EDLP: It’s not as easy as Walmart makes it looks

1/27/2012

JCPenney got a lot of love this week from investors and the media after the company’s senior leadership unveiled a simplified pricing and promotional strategy that sounded an awful lot like another well-known retailer’s success formula.


The revelation from JCPenney would be transitioning to a simplified pricing and promotional strategy sounded an awful lot like EDLP, except CEO Ron Johnson called it “fair and square.” Either way, JCPenney plans to take prices down about 40% to the level where most of its sales occur anyway because the company has essentially trained its shoppers to never buy anything until it is marked down.


Johnson deserves credit for pursuing a strategy that is a radical departure from JCPenney’s recent past, and the highly promotional pricing approach employed by its direct competitors.
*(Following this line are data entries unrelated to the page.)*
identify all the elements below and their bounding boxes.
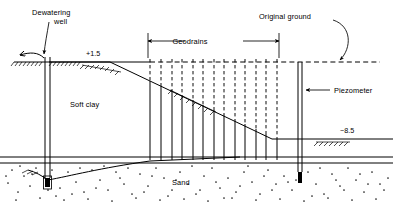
- dewatering-geodrain-figure: Dewatering well Geodrains Original groun…: [0, 0, 393, 209]
- drawdown-curve: [22, 157, 240, 180]
- water-table-symbol-upper: [80, 65, 121, 75]
- elevation-bottom-label: −8.5: [340, 126, 354, 135]
- original-ground-leader: [333, 20, 348, 60]
- water-table-symbol-lower: [314, 142, 350, 146]
- geodrain-group: [150, 59, 277, 160]
- well-discharge-arrow: [20, 53, 44, 58]
- cross-section-drawing: Dewatering well Geodrains Original groun…: [0, 0, 393, 209]
- piezometer[interactable]: [298, 62, 302, 183]
- original-ground-label: Original ground: [259, 12, 311, 21]
- geodrains-label: Geodrains: [173, 37, 208, 46]
- dewatering-well-label-line2: well: [53, 17, 67, 26]
- dewatering-well-label-line1: Dewatering: [32, 8, 70, 17]
- soft-clay-label: Soft clay: [70, 100, 99, 109]
- sand-stipple-pattern: [5, 165, 389, 202]
- piezometer-label: Piezometer: [334, 86, 373, 95]
- sand-label: Sand: [172, 178, 190, 187]
- clay-sand-interface: [0, 157, 393, 163]
- dewatering-well[interactable]: [44, 57, 52, 189]
- geodrains-dimension: [148, 33, 279, 58]
- dewatering-well-leader: [44, 22, 49, 54]
- water-table-symbol-mid: [168, 90, 216, 115]
- elevation-top-label: +1.5: [86, 49, 100, 58]
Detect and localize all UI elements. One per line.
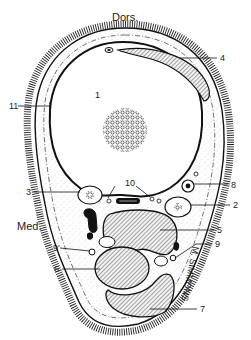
label-medial: Med. [17,220,41,232]
structure-10-band-inner [119,200,137,202]
structure-9 [170,255,176,261]
small-stipple-right [155,256,168,266]
structure-6 [95,247,149,289]
label-6: 6 [54,264,59,274]
structure-9prime [89,249,95,255]
label-10: 10 [125,178,135,188]
label-11: 11 [9,101,18,111]
small-vessel-dorsal-core [107,49,111,51]
structure-2-core [174,203,182,211]
structure-3-core [86,191,94,199]
label-8: 8 [231,180,236,190]
structure-8-core [186,184,191,189]
label-9prime: 9' [53,243,60,253]
label-dorsal: Dors. [112,11,138,23]
label-3: 3 [26,187,31,197]
central-nucleus [103,108,147,152]
label-7: 7 [200,304,205,314]
label-5: 5 [217,225,222,235]
label-4: 4 [220,53,225,63]
label-9: 9 [215,239,220,249]
label-1: 1 [95,90,100,100]
cross-section-diagram: Dors. Med. 1 2 3 4 5 6 7 8 9 9' 10 11 M.… [0,0,251,340]
label-2: 2 [233,200,238,210]
small-stipple-left [99,237,115,248]
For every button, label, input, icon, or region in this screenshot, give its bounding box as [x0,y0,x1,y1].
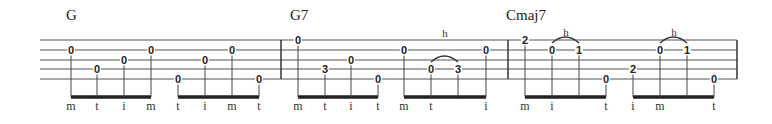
fret-number: 2 [629,64,637,75]
fret-number: 2 [521,35,529,46]
fret-number: 0 [174,74,182,85]
fret-number: 0 [548,45,556,56]
finger-label: m [520,100,529,112]
finger-label: i [349,100,352,112]
finger-label: i [484,100,487,112]
fret-number: 0 [228,45,236,56]
finger-label: t [176,100,179,112]
finger-label: t [95,100,98,112]
finger-label: t [323,100,326,112]
fret-number: 0 [656,45,664,56]
fret-number: 1 [575,45,583,56]
hammer-on-arc [431,56,458,62]
tablature: G G7 Cmaj7 000000000300003020102010 mtim… [0,0,772,124]
chord-label-g: G [66,8,77,23]
fret-number: 0 [120,55,128,66]
finger-label: t [257,100,260,112]
finger-label: m [227,100,236,112]
finger-label: m [655,100,664,112]
fret-number: 3 [454,64,462,75]
finger-label: t [712,100,715,112]
fret-number: 0 [602,74,610,85]
hammer-on-label: h [563,27,569,38]
finger-label: t [376,100,379,112]
fret-number: 0 [374,74,382,85]
finger-label: i [122,100,125,112]
finger-label: t [429,100,432,112]
fret-number: 0 [294,35,302,46]
finger-label: i [550,100,553,112]
finger-label: m [293,100,302,112]
fret-number: 0 [710,74,718,85]
finger-label: m [399,100,408,112]
fret-number: 0 [67,45,75,56]
finger-label: i [203,100,206,112]
fret-number: 0 [347,55,355,66]
finger-label: t [604,100,607,112]
hammer-on-label: h [442,28,448,39]
finger-label: m [66,100,75,112]
fret-number: 0 [201,55,209,66]
fret-number: 0 [400,45,408,56]
fret-number: 1 [683,45,691,56]
fret-number: 3 [321,64,329,75]
finger-label: m [146,100,155,112]
fret-number: 0 [482,45,490,56]
fret-number: 0 [427,64,435,75]
hammer-on-label: h [671,27,677,38]
fret-number: 0 [93,64,101,75]
fret-number: 0 [255,74,263,85]
finger-label: i [631,100,634,112]
chord-label-g7: G7 [290,8,308,23]
fret-number: 0 [147,45,155,56]
chord-label-cmaj7: Cmaj7 [506,8,546,23]
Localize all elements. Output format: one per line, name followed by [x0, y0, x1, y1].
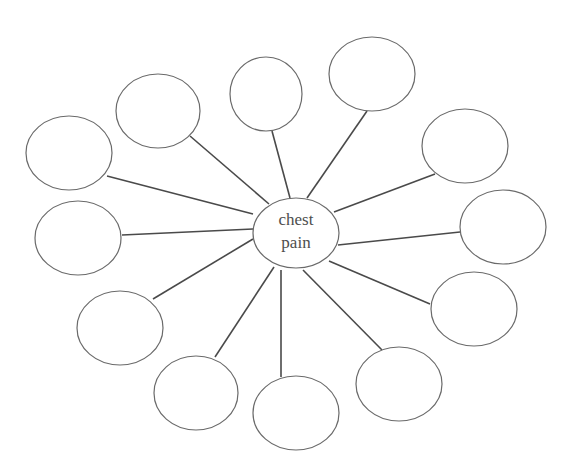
spider-diagram: chest pain: [0, 0, 575, 471]
empty-node-ellipse: [431, 272, 517, 346]
outer-node: [431, 272, 517, 346]
outer-node: [26, 116, 112, 190]
empty-node-ellipse: [422, 109, 508, 183]
outer-node: [154, 356, 238, 430]
connector-line: [334, 174, 435, 212]
center-node: chest pain: [253, 198, 339, 268]
connector-line: [190, 136, 269, 204]
empty-node-ellipse: [356, 347, 442, 421]
outer-node: [35, 201, 121, 275]
empty-node-ellipse: [116, 74, 200, 148]
center-label-line-1: chest: [279, 210, 314, 229]
connector-line: [215, 267, 274, 357]
connector-line: [303, 270, 382, 350]
outer-node: [356, 347, 442, 421]
outer-node: [77, 291, 163, 365]
empty-node-ellipse: [460, 190, 546, 264]
connector-line: [329, 261, 430, 304]
outer-node: [253, 376, 339, 450]
outer-node: [230, 57, 302, 131]
connector-line: [307, 111, 367, 198]
empty-node-ellipse: [230, 57, 302, 131]
connector-line: [107, 176, 253, 214]
empty-node-ellipse: [329, 37, 415, 111]
outer-node: [329, 37, 415, 111]
connector-line: [122, 229, 253, 235]
center-label-line-2: pain: [281, 233, 311, 252]
outer-node: [460, 190, 546, 264]
empty-node-ellipse: [77, 291, 163, 365]
connector-line: [272, 131, 290, 198]
outer-node: [422, 109, 508, 183]
empty-node-ellipse: [35, 201, 121, 275]
outer-node: [116, 74, 200, 148]
connector-line: [338, 232, 460, 245]
connector-line: [153, 239, 253, 299]
empty-node-ellipse: [26, 116, 112, 190]
empty-node-ellipse: [154, 356, 238, 430]
empty-node-ellipse: [253, 376, 339, 450]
Fair-and-square pricing can be a very alluring proposition to those who have never attempted to implement it because the approach promises simplicity and cost savings to operations. However, even Walmart doesn’t practice EDLP in its purest form, as Rollbacks and other limited duration pricing events are required to add some promotional intensity to the store experience.


Now JCPenney wants to do something similar with its fair and square pricing, month-long promotional events and selective features a few times during the month. All in the name of restoring price integrity. It sounds good on paper, and it looked even better in person during an elaborate unveiling presentation that several veteran analysts told Retailing Today was unlike anything they had ever seen before, but what JCPenney is likely to learn the hard way in the months ahead, as other have before it, is that there are some nasty withdrawal symptoms associated with kicking the promotional habit. And JCPenney had it bad before Johnson arrived as CEO last fall after leading Apple’s retail operations for more than a decade. According to Johnson, JCPenney spent $1 billion marketing 590 unique promotional events in 2011, and beginning Feb. 1 it plans to shift to monthly promotions that it will spend $80 million apiece marketing.


It amounts to the most dramatic shift a retail company has attempted to execute since Walmart put Eduardo Castro-Wright in charge of U.S. stores and John Fleming in charge of merchandising. The strategies they pursued and how they pursued them took Walmart down a path from which the company is still attempting to recover.


As for JCPenney, the company needed to do something and Johnson’s strategy may ultimately be the right one. Simplified pricing could be an effective way to differentiate itself from direct competitors (Macy’s and Kohl’s) who run such a mind numbing level of promotions that their customers too never buy anything at full price. In fact, plenty of merchandise at those chains arrives on the floor with no sales ever having occurred at the so-called “regular” price.


However, in the near term the company’s shoppers are likely to find the transition quite confusing and considerable sales volatility could be in store. Perhaps that’s why the day after the big reveal of the new strategy at a follow-up meeting to provide a financial update the company announced it would no longer report monthly sales or even provide quarterly sales or earnings guidance. Walmart did the same thing a few years back at the height of the Project Impact disruption in the name of focusing investors on the company’s long term performance.